Faster environmental reviews for projects
If enacted, the bill would require the Secretary to reduce NEPA review times by at least 25 percent for eligible projects. An eligible project must be a Title 49 covered infrastructure project where DOT is the lead and that uses one or more digital twins and the e-NEPA portal. The Secretary must issue guidance or rules within one year to meet this target. The bill defines which projects are covered and which qualify for the faster review.
Online environmental portal for DOT projects
If enacted, the bill would require the Secretary to build an e-NEPA portal within two years. The portal would centralize submitting, reviewing, and tracking electronic NEPA documents. It would link to digital twin models, show project timelines and permitting status, and accept digital public comments. Agencies must use the portal for covered projects by January 1, 2028, and the Secretary would oversee portal coordination and secure data storage.
Use of digital twins in permitting
If enacted, the bill would require the Secretary, with CEQ and other agencies, to issue digital twin guidelines within 18 months. The rules would set standards for modeling, interoperability, real-time data links, and recommend open application programming interfaces. The bill would also start a pilot within 120 days to test digital twins in at least 10 covered projects and require a report to Congress within 2 years. The bill defines a digital twin as a high-fidelity model using real-time design, construction, operation, maintenance, and environmental data.
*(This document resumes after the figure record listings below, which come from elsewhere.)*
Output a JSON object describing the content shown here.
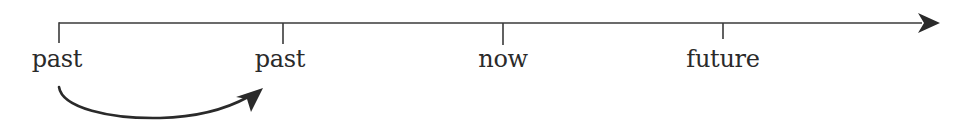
{
  "diagram": {
    "type": "timeline",
    "axis": {
      "direction": "left-to-right",
      "arrow_end": "right"
    },
    "ticks": [
      {
        "label": "past",
        "x": 59
      },
      {
        "label": "past",
        "x": 283
      },
      {
        "label": "now",
        "x": 503
      },
      {
        "label": "future",
        "x": 723
      }
    ],
    "curved_arrow": {
      "from_tick": 0,
      "to_tick": 1,
      "description": "curved arrow from first 'past' to second 'past'"
    },
    "colors": {
      "line": "#3a3a3a",
      "text": "#2a2a2a",
      "background": "#ffffff"
    }
  }
}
Annual reports on portal and twins
If enacted, the bill would require the Secretary to send an annual report to Congress. The report must describe progress on integrating digital twins, the e-NEPA portal, any reductions in permitting timelines and costs, and environmental or community outcomes from using the technology.
Sponsors & CoSponsors
Sponsor
Cynthia Lummis
WY • R
Cosponsors
Mark Kelly
AZ • D
Sponsored 11/20/2025
Roll Call Votes
No roll call votes available for this bill.